Revisionism

Revisionism

Theoretical position appeared within the Second International that defended that capitalism had overcome or was overcoming its own contradictions, so it was imperative to make a "revision" of the Marxist foundations, renounce the revolutionary perspective and redefine the socialist parties as democratic parties defending social reforms.

Origins

Only two years after Engels' death, Bernstein, one of his literary executors, published in the "Neue Zeit", the theoretical journal of the SPD, a series of articles that would later appear as a book under the title "The Premises for Socialism and the Tasks of Social Democracy". This is the first theoretical argument for reformism. Its final conclusion: "The party should present itself for what it is: a democratic party of social reforms".

At first, the party leadership seemed reluctant to take the onslaught seriously. Kautsky, the magazine's director, gave the publication the thumbs up, but did not bother to come up with a response, citing lack of time and desire to argue. After all, Bernstein was a friend of "the hard years of the anti-socialist laws". In reality, with Marx and Engels dead, theory had lost centrality and weight in the daily life of the party. The real leadership of the movement fell to the parliamentary group, which was confused with the organic governing group and the trade union leaders. The role of scientific debates was now seen as little more than a cultural programme of the party, a specialised activity and basically useless as floral games which, at best, had the virtue of keeping impetuous young people and intellectuals with political aspirations busy without affecting the rank and file.

If opportunism had replaced consistent theoretical analysis in the setting of managerial goals, reformism was its unconfessed discursive daily life. The party secretary himself, Auer, an old demagogue who had been in office since 1875 and by now was a happy and well-established "pope," sent a famous secret letter to Bernstein, which would only be published decades later, reconvening him in the Jesuitical and cynical manner of the bureaucrats of all times:

My dear Ed, one doesn't formally make the decision to do the things you suggest, one doesn't say those things, one simply does them.

Ignatius Auer. Private letter to Edward Bernstein, 1898

So the silent reproach of the old social-democratic leadership to Bernstein was not for "revising" the Marxist programme, as his book intended, but for giving theoretical form to the reality of reformism that had eaten away at it, and whose core lay in the parliamentary group and the trade union leadership. The real danger for them was in a public debate on serious theoretical bases: they did not want to place the mass of party members, the famous rank and file, as judges, in order not to call into question the comfortable atmosphere of class conciliation that increasingly reigned in the institutions of the German state. Nor did any of them see the need to lower the revolutionary flag as Bernstein put it. Opportunism made it possible to combine a reformist practice indistinguishable from that of a petty-bourgeois party while keeping the most class-conscious part of the party within its grasp.

The first response would come from a young Polish woman, and therefore a Russian subject, who had recently taken refuge and was a German national, who was then 27 years old: Rosa Luxemburg. There were two articles, the first published in September 1898 in Leipzig, which would be republished as a book in 1900 under the title "Reform or Revolution".

The work became the main theoretical basis of the Left of the Second International, but it did not give way to a sincere and consequential debate, the party bureaucracy closing ranks against Bernstein as a way of not discussing its own opportunism. The 1889 SPD Congress in Hannover opened with a six-hour report by Bebel that turned the four days of debate into a real trial, almost a lynching, of Bernstein who was about to be expelled. The spectacle of the party's hypocritical public profession of faith was then repeated in the trade unions, with all the social democratic organizations reaffirming themselves without exception around the class struggle and the perspective of revolution.

The great theoretical and public defeat of Bernstein's revisionism was the great victory of the opportunism of the party popes and the trade unions. Like Auer, everyone thought and recognized in privacy that in reality the party was already as Bernstein proposed. But accepting it in front of the mass of working class militants and voters deprived them of the powerful image of being revolutionary daredevils contained only by an exercise of historical responsibility.

In reality, everyone believed the discussion was futile because practically no one shared the Marxist predictions anymore. They never thought that they would be facing a catastrophic crisis of capitalism, a world war of extermination and much less a global workers' revolution. And yet, when the time came, when the war broke out and they had to take sides, none of them hesitated for a single moment to close ranks with the bourgeoisie and its state.

Is there revisionism today?

No, just as there is no reformism: no one believes that the "reforms" proposed by the system's left will lead to socialism... they don't even pretend to do so.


* **Problem to solve**
Check each line of the listing below for the string "origin", then give only the number of lines where it occurs.

* **Records provided**
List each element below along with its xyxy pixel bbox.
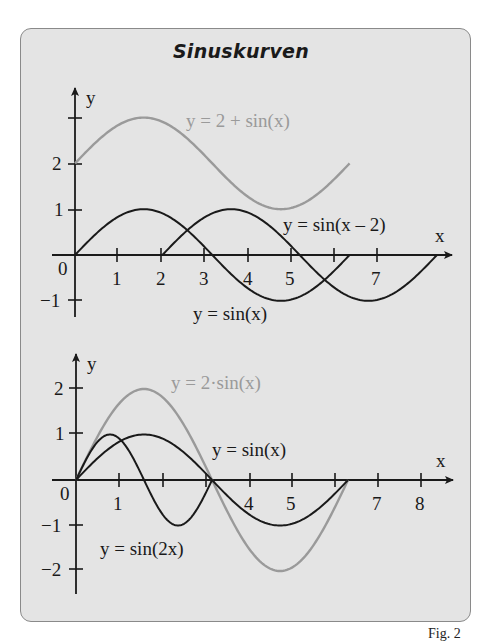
bottom-x-tick-1: 1 <box>113 493 123 514</box>
top-y-tick-minus-1: −1 <box>40 290 60 311</box>
top-x-tick-7: 7 <box>371 268 381 289</box>
top-y-tick-1: 1 <box>54 199 64 220</box>
label-sin-x-bottom: y = sin(x) <box>212 439 286 461</box>
bottom-y-tick-2: 2 <box>54 378 64 399</box>
label-2-plus-sin-x: y = 2 + sin(x) <box>186 110 290 132</box>
bottom-x-tick-7: 7 <box>372 493 382 514</box>
curve-2-plus-sin-x <box>75 118 350 210</box>
bottom-y-tick-minus-1: −1 <box>41 515 61 536</box>
bottom-x-axis-label: x <box>436 450 446 471</box>
top-x-tick-3: 3 <box>199 268 209 289</box>
label-2-sin-x: y = 2·sin(x) <box>171 372 261 394</box>
top-x-tick-4: 4 <box>243 268 253 289</box>
bottom-y-axis-label: y <box>87 353 97 374</box>
bottom-y-tick-1: 1 <box>55 423 65 444</box>
top-x-tick-5: 5 <box>285 268 295 289</box>
label-sin-x-minus-2: y = sin(x – 2) <box>283 214 386 236</box>
bottom-x-tick-5: 5 <box>286 493 296 514</box>
top-x-tick-2: 2 <box>156 268 166 289</box>
bottom-origin-label: 0 <box>60 483 70 504</box>
bottom-y-tick-minus-2: −2 <box>41 559 61 580</box>
label-sin-2x: y = sin(2x) <box>100 538 184 560</box>
bottom-x-tick-4: 4 <box>244 493 254 514</box>
top-origin-label: 0 <box>58 258 68 279</box>
top-chart: y x 0 1 2 3 4 5 7 2 1 −1 y = 2 + sin(x) … <box>40 87 452 325</box>
bottom-x-tick-8: 8 <box>415 493 425 514</box>
label-sin-x-top: y = sin(x) <box>193 303 267 325</box>
bottom-chart: y x 0 1 4 5 7 8 2 1 −1 −2 y = 2·sin(x) y… <box>41 353 453 594</box>
figure-label: Fig. 2 <box>428 626 461 642</box>
top-y-axis-label: y <box>86 87 96 108</box>
top-x-tick-1: 1 <box>112 268 122 289</box>
top-x-axis-label: x <box>435 225 445 246</box>
top-y-tick-2: 2 <box>52 153 62 174</box>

* **Solution**
2